Latest News from the KBM World Headquarters

March 20, 2007


This Sunday I’m speaking at Pontiac (IL) Bible Church in both morning services. This is a treat for me on several levels. When we moved to Oak Park in 1989, Brian Bill was one of the pastors on staff at Calvary Memorial Church. I knew immediately that he was a gifted leader. I can remember telling him early on that part of my job was to do whatever I could to help him be ready for bigger things because I knew he wouldn’t be on staff with me forever. Eventually he served at a church in Rockford, later he and Beth were missionaries in Mexico City. About seven years ago I had the privilege of speaking at his installation service at Pontiac Bible Church. I told the church that under his leadership, they should expect great things to happen. For once, I proved to be a prophet. The church has grown and prospered in many different ways, and Brian has used the Internet to expand the church’s outreach around the world. Beyond all that, we have been good friends over all these years, and when we organized Keep Believing Ministries, I was glad that Brian agreed to serve on the board.

PBC is planning a major evangelistic outreach on Easter Sunday when they will have one large morning service at the local high school. Brian is challenging everyone at PBC to bring a friend with them on Easter. He has asked me to preach this Sunday about God’s call to the harvest fields. This is a topic close to my heart, and I am glad to do it.

So in two days we’re leaving for Chicago. We’re going to spend two days working on podcasting. On Sunday we will be in Pontiac. On Monday we’ll be in Chicago for a KBM board meeting. Then it’s back to Tupelo on Tuesday.

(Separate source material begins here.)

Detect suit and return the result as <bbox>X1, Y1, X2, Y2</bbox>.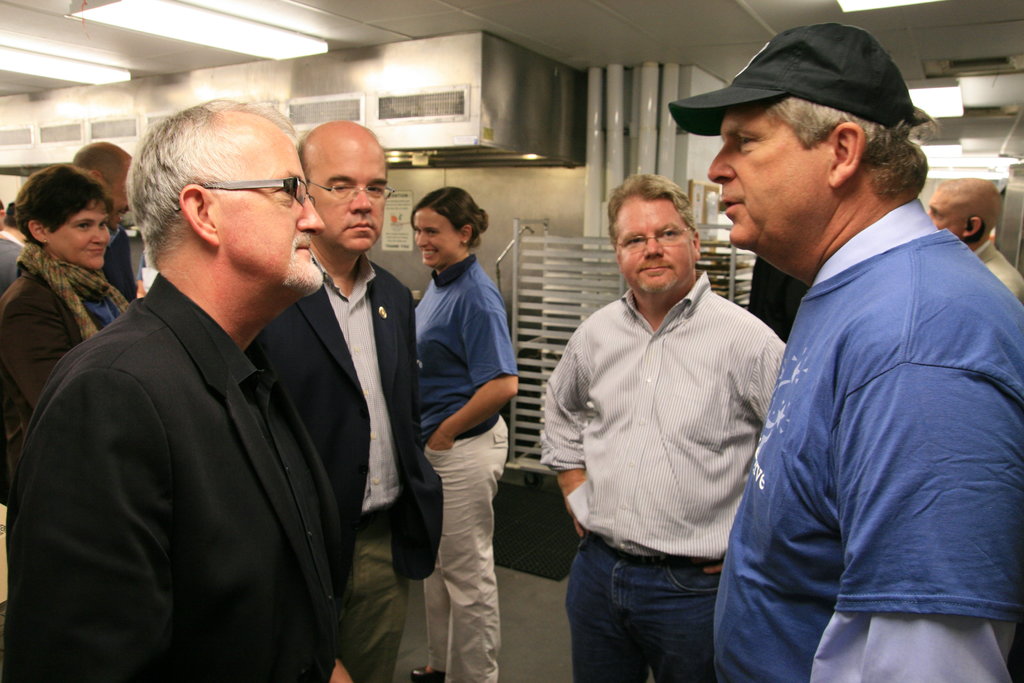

A few days ago I mentioned that I had started transferring my Oak Park sermons (over 600 of them) from cassette to digital format. Because the transfer must be done in real-time, it’s slow work. Once you have the digital file, you can then create a “peak file” on the computer screen that shows every nuance of your voice. I have spent hours listening to the sermons, removing extraneous material, getting rid of “uhs” and repeated words, and in some cases, I have deleted whole paragraphs. The resulting file ends up several minutes shorter than the original sermon. Then you have to use the noise reduction feature on the software to get rid of the cassette hiss in the background. Because recording quality varies from tape to tape, that can be tricky. So at all hours of the day and night, I’ve been hunched over my computer with headphones on, listening and cleaning things up. Late one night Marlene (who had already gone to bed) came downstairs, saw me with the headphones on, and said, “You’re a wild man.” As wildness goes, that pretty tame, but I have greatly enjoyed working on the sermon tapes. So far we have completed 23 sermons plus a tape called the Prayers of Gary Olson.

Brian encouraged us to bring books and CD sets to Pontiac this Sunday. Books I have plenty of, but until now we’ve never had CD sets. We have discovered there are many “moving parts” to a project like this. You need a CD duplicator (which we don’t have) plus the cleaned-up sermon files (which we now have) plus labels and binders and individual sleeve inserts plus blank CDs plus printed covers for each series. Marlene ordered the basic supplies over the Internet and we purchased the CDs and labels at Wal-Mart yesterday. Last night I stayed up until midnight trying to finish cleaning up the remaining sermons on the three sets we are taking to Pontiac. We got up early and spent the entire morning working on the project at the “KBM World Headquarters”–the corner of our cabin overlooking the lake. I sat at the dining room table with headphones trying to clean up the last few tapes while Marlene worked at another computer, figuring out how to print CD labels. I thought it would take an hour. Wrong. Four hours later we still weren’t finished. We were about halfway done when I discovered that I had mistakenly thrown away one of the sermon cassettes without making the transfer. So I fished through the trash and found it at the very bottom–naturally. It was a sermon on hell (no kidding). So there we were–my sweet wife and I–working on labels, creating master CDs, cleaning up the files, trying to go as fast as we could. At one point, I looked up and said, “I wonder if this is how Chuck Swindoll got started.”

When we finally finished, we had three CD sets ready to go:

Paul, Teach Us to Pray: Eight World-Changing Prayers by the Apostle Paul
Countdown to Armageddon: What Jesus Said About the Last Days
Final Questions: What the Bible Says About Life After Death

Marlene bundled up the master CDs and drove into town where at this moment she is making copies with the help of Linda Hale, using the duplication equipment at Harrisburg Baptist Church. Just before she left, Marlene said, “I love this project.”

Things have changed a lot since my days in the pastorate. Now if anything gets done, it happens because we sit down and do it. From the small to the great, we do it ourselves, working side by side at the “KBM World Headquarters”. It’s not fancy, but it works, and I am happy to say that I think we’ll have the CD sets duplicated by the end of the afternoon.

Do you have any thoughts or questions about this post?